Can Swyft Move the Urban Mobility Needle?
Gondolas aren't open streets. But they're still a gamechanger.
If I asked every subscriber of this newsletter to submit a list of the four or five things that would make up their ideal urbanist city, I’d likely get several hundred lists featuring the same few things: open streets, bike lanes, mixed-use zoning, etc.
That’s because we all have a shared general concept of what peak city-building looks like.
But due to political realities and other roadblocks, that’s often not possible. This leaves us with a choice: We either build around the roadblocks, or we join John Mayer and wait on the world to change.
Swyft Cities has taken the former approach. The mobility startup was the winner of the 2022 TechCrunch: Mobility pitch contest, and promises better mobility outcomes through a series of modular, autonomous gondola cars suspended above street level.
The solution was created by former Google team members, built for corporate campuses and other environments (universities, airports, etc.) where traveling even short distances can be difficult for one reason or another. But this mindset and approach is also what gives the technology such potential to grow.

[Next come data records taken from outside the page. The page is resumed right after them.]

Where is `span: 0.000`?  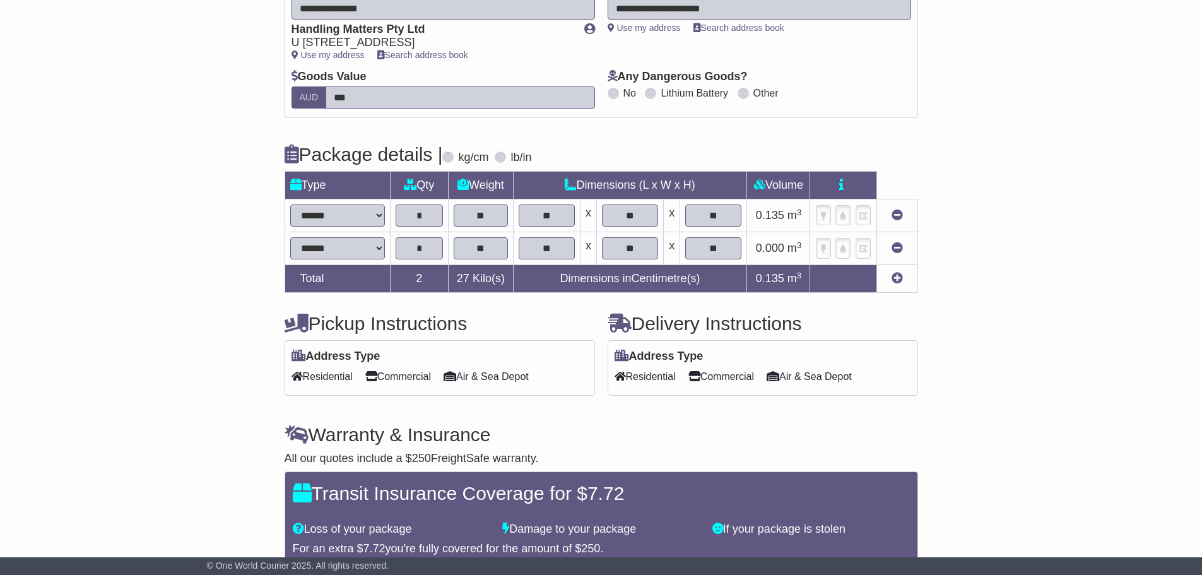 span: 0.000 is located at coordinates (770, 248).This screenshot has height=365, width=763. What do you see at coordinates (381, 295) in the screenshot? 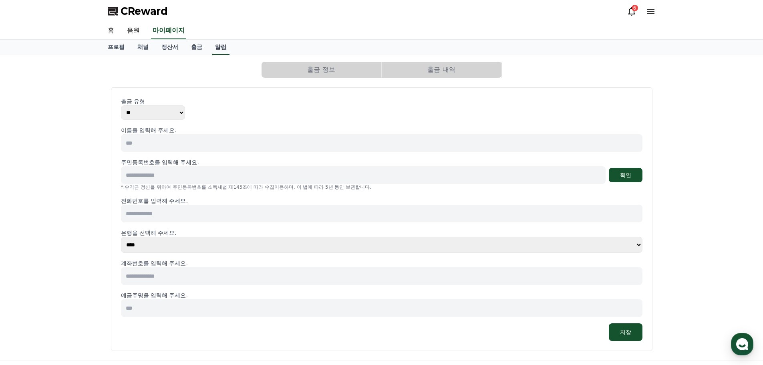
I see `p: 예금주명을 입력해 주세요.` at bounding box center [381, 295].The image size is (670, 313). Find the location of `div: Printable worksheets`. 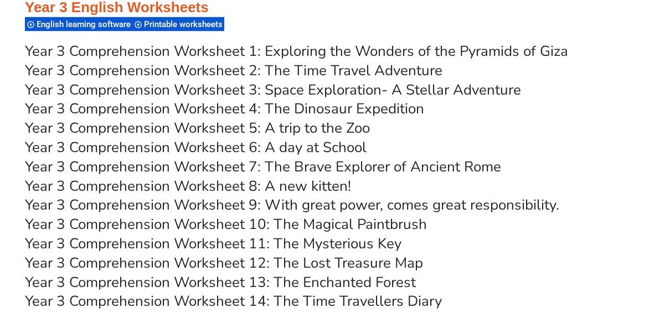

div: Printable worksheets is located at coordinates (178, 24).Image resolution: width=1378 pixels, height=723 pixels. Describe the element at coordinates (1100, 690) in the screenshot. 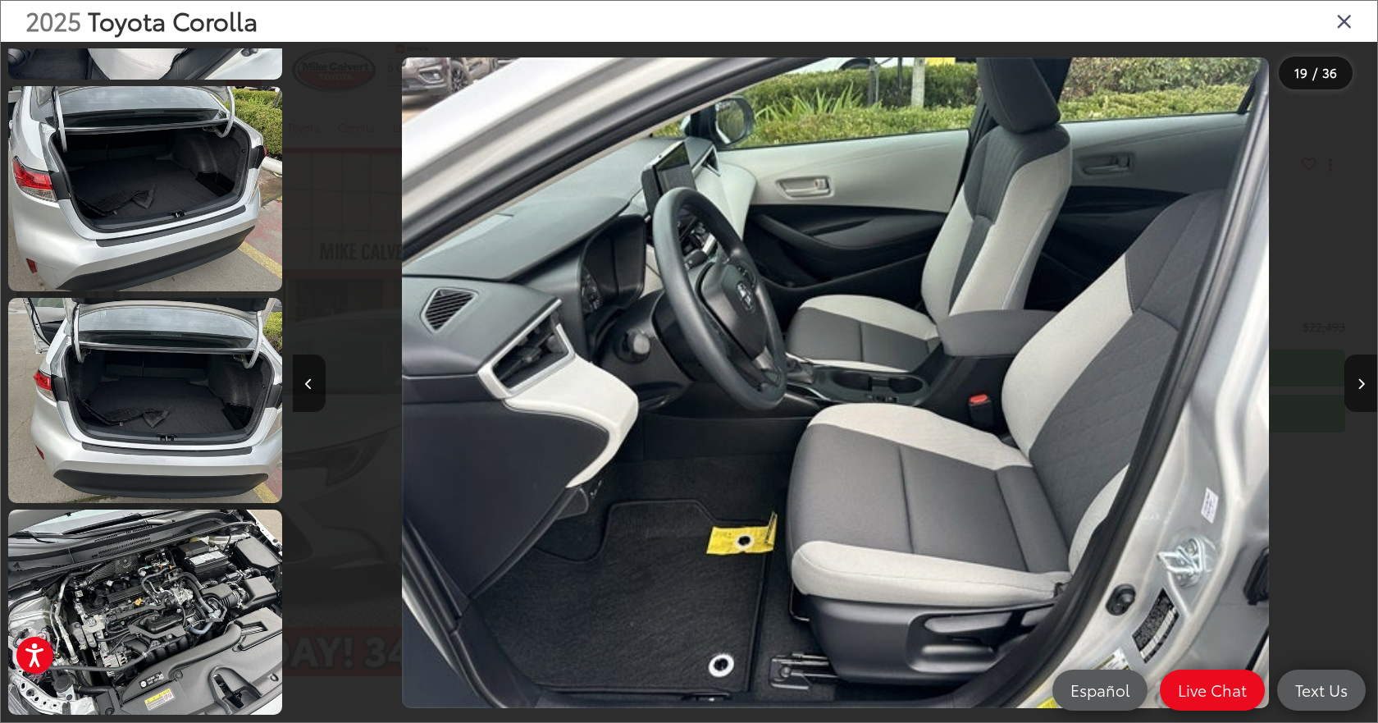

I see `a: Español` at that location.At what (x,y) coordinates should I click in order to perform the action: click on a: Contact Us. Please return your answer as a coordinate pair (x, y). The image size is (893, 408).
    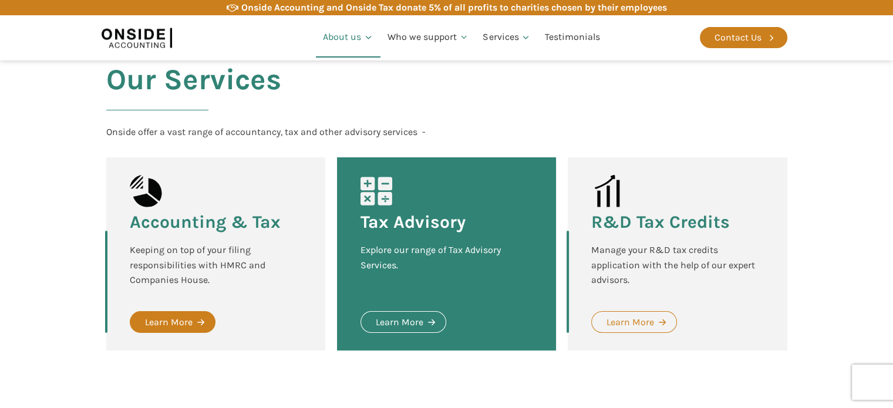
    Looking at the image, I should click on (743, 38).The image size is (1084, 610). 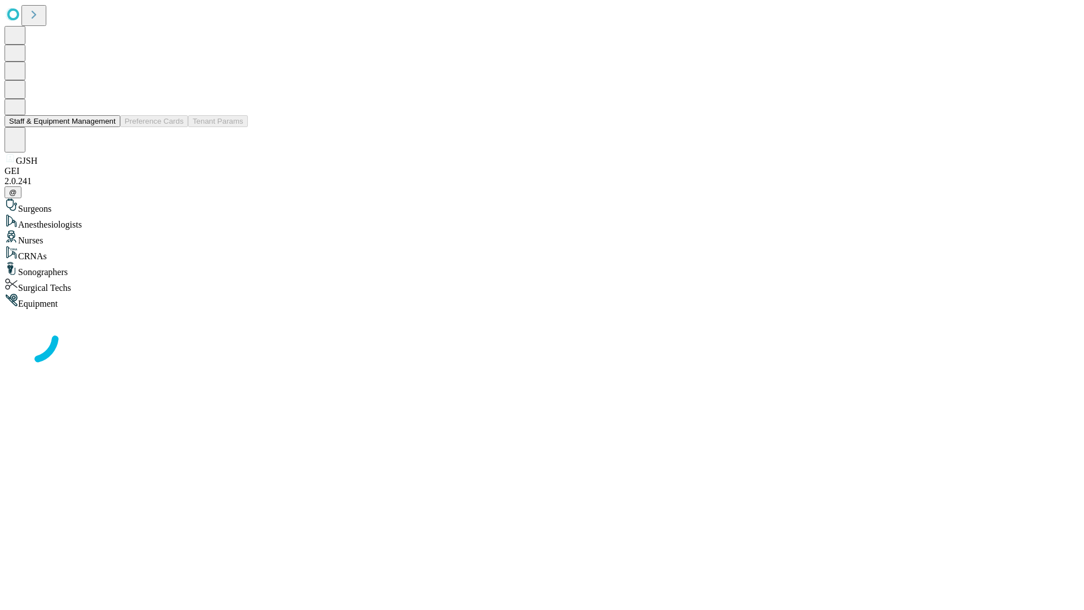 I want to click on button: Tenant Params, so click(x=218, y=121).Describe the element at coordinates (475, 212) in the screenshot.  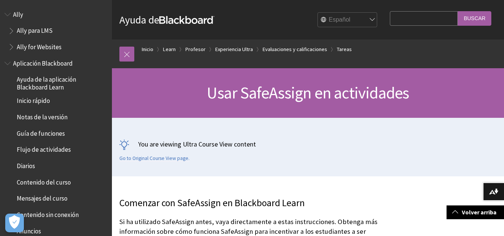
I see `a: Volver arriba` at that location.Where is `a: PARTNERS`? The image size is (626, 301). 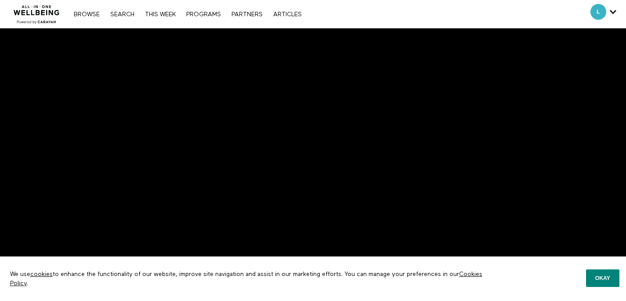
a: PARTNERS is located at coordinates (247, 15).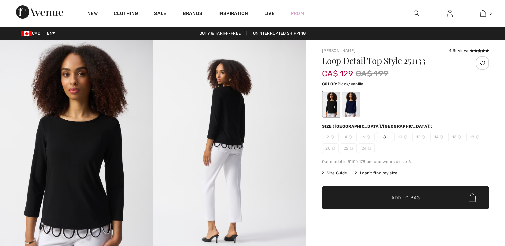  I want to click on img: 1ère Avenue, so click(40, 12).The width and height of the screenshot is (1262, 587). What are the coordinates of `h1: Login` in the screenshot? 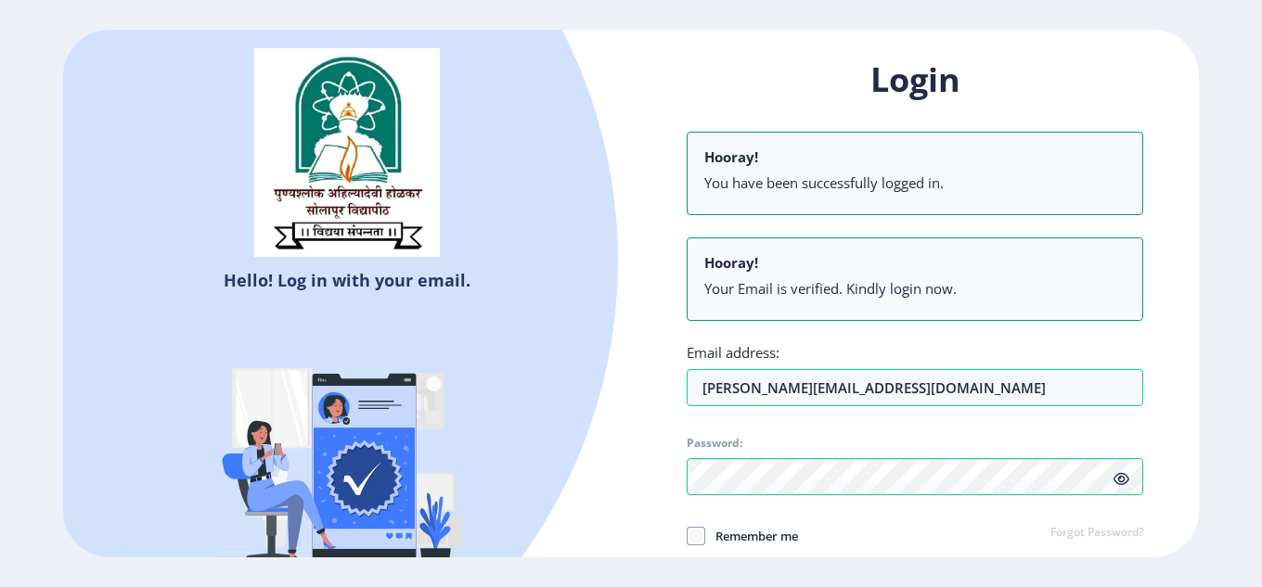 It's located at (915, 80).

In 2021, more than half of all car trips were less than three miles, and 60 percent of all trips were under five miles. While gondolas alone won’t eliminate the majority of those trips, they provide a critical alternative particularly as municipalities and organizations across the country battle bus driver shortages.
In much of the United States, the road to undo the damage of the last 50 years is a long one. It will require a transitional urbanism approach that seeks to make due with the present state of so many poorly-built places while we do the slow work of making change. Targets and values shouldn’t change when you’re cleaning up or responding to a disaster, but the tactics and tools are often different than when you’re building from scratch.
Swyft’s modular and flexible approach make me particularly bullish on its ability to be a critical tool in this transitionary period, if not a permanent fixture in a multimodal future. And that’s why they’re one of the companies I’m most excited to watch in 2023.